Dissemination meeting on ‘Private Sector Participation in Transmission: Blueprint for Reform’

On the 13th of April, 2026, Samriddhi Foundation hosted a meeting with 20 stakeholders from different institutions for us to share our findings on the  energy sector, put forth problems faced by the sector and recommend solutions to reach the country’s electrification goals by 2030. 

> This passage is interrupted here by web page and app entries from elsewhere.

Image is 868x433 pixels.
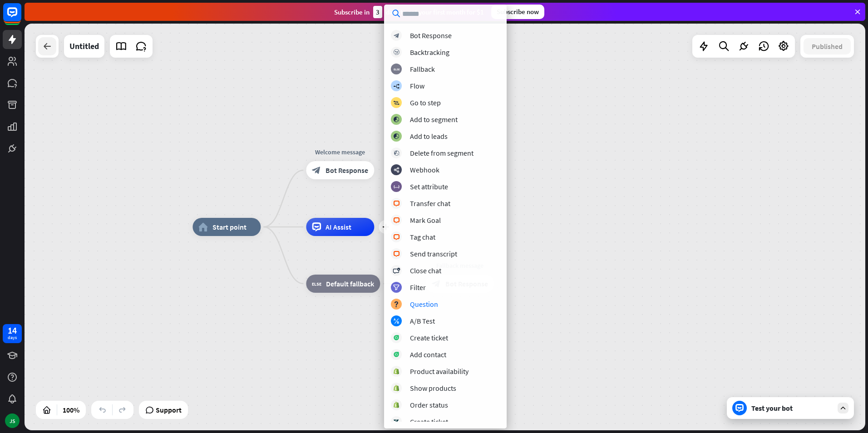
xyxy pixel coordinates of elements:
div: 14 [8,326,16,334]
i: block_delete_from_segment [394,150,399,156]
i: plus [382,224,389,230]
div: Add to leads [410,132,447,141]
i: filter [393,285,399,291]
div: Show products [410,384,456,393]
div: Set attribute [410,182,448,191]
i: block_livechat [393,200,400,207]
div: Filter [410,283,426,292]
div: Subscribe in days to get your first month for $1 [334,6,484,18]
div: Add contact [410,350,446,359]
div: Transfer chat [410,199,450,208]
div: Add to segment [410,115,457,124]
i: block_goto [393,100,399,106]
div: A/B Test [410,316,435,326]
div: Send transcript [410,249,457,258]
i: home_2 [198,223,208,231]
span: Bot Response [326,166,368,175]
div: Backtracking [410,48,449,57]
div: Mark Goal [410,215,441,225]
div: Untitled [69,35,99,58]
i: block_livechat [393,218,400,223]
i: block_fallback [394,67,399,72]
i: block_add_to_segment [393,133,399,140]
i: block_bot_response [394,33,399,39]
i: block_bot_response [312,166,321,175]
div: Create ticket [410,417,448,427]
div: Bot Response [410,31,452,40]
i: block_livechat [393,234,400,240]
span: AI Assist [326,223,351,231]
a: 14 days [3,324,21,343]
div: Test your bot [751,404,833,413]
div: 3 [373,6,382,18]
i: builder_tree [393,83,399,89]
div: Flow [410,82,424,90]
i: block_close_chat [393,268,400,273]
i: block_set_attribute [394,184,399,190]
div: JS [5,414,19,428]
span: Start point [213,223,246,231]
button: Published [804,38,851,54]
i: block_fallback [312,279,321,288]
div: Tag chat [410,233,435,241]
i: block_livechat [393,251,400,257]
i: block_backtracking [394,49,399,55]
div: Create ticket [410,334,448,342]
div: Order status [410,400,448,409]
button: Open LiveChat chat widget [7,4,34,31]
div: Close chat [410,266,441,275]
div: Go to step [410,98,441,107]
div: Subscribe now [491,4,544,19]
div: Product availability [410,366,469,376]
i: block_ab_testing [394,318,399,324]
div: days [8,334,16,341]
div: Delete from segment [410,148,474,157]
div: 100% [60,403,82,417]
span: Support [156,403,182,417]
div: Welcome message [299,147,381,157]
div: Webhook [410,165,439,175]
span: Default fallback [326,279,374,288]
div: Fallback [410,64,435,74]
div: Question [410,300,438,308]
i: webhooks [394,167,399,173]
i: block_question [394,301,399,307]
i: block_add_to_segment [393,117,399,122]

The meeting began with a presentation making a case for private sector participation in the transmission infrastructure of Nepal, highlighting that the grid has become a critical bottleneck unable to keep pace with a tenfold increase in electricity generation since 2000. Drawing on successful international examples from Brazil, Peru, Turkey, and India, the presentation underscored the high cost of inaction, citing that inadequate grid capacity led to NPR 2.8 billion in energy spillage in 2023 alone. To address a “humongous” financing gap of NPR 57 billion annually, which exceeds the NEA’s entire current annual capital expenditure, the study advocated for a pragmatic shift toward concession-based models like Build-Operate-Transfer (BOT) to attract private investment while maintaining long-term state ownership. The session further detailed a technical roadmap for reform, including the unbundling of the Nepal Electricity Authority to eliminate conflicts of interest, establishing predictable and cost-reflective wheeling tariffs that incorporate commercial fundamentals like O&M and ROI, and standardizing competitive bidding based on technical and managerial capacity. Finally, the presentation explained the necessity of guaranteeing legal open access to the grid and implementing a market-based tiered compensation framework for land acquisition to resolve the long-standing Right-of-Way bottlenecks that have historically caused the withdrawal of major development partners

Following the presentation, stakeholders engaged in a robust discussion, with private power producers highlighting that the existing grid bottleneck resulted in NPR 2.8 billion in energy spillage in 2023, rendering many hydropower projects commercially precarious without guaranteed legal open access. Representatives from affected local communities and civil society emphasized the need for a transparent, market-reflective compensation framework, advocating for the study’s recommended tiered model (30–60% of market value) and independent valuation to rebuild trust and resolve the Right-of-Way disputes that have historically stalled critical infrastructure.

Despite general support for reform, concerns were raised regarding persistent political resistance to unbundling the NEA and the largely symbolic status of newer entities like RPGCL. Moving forward, suggestions were made to accelerate the passage of the 2023 Electricity Bill to decisively end vertical integration, while simultaneously introducing time-bound tax holidays and Viability Gap Funding (VGF) to attract the massive private capital required to bridge the NPR 57 billion annual financing gap. Finally, stakeholders underscored that to avoid further withdrawals from development partners, a legal mandate must be established requiring all land acquisition and community grievance processes to be fully completed prior to project contract awards.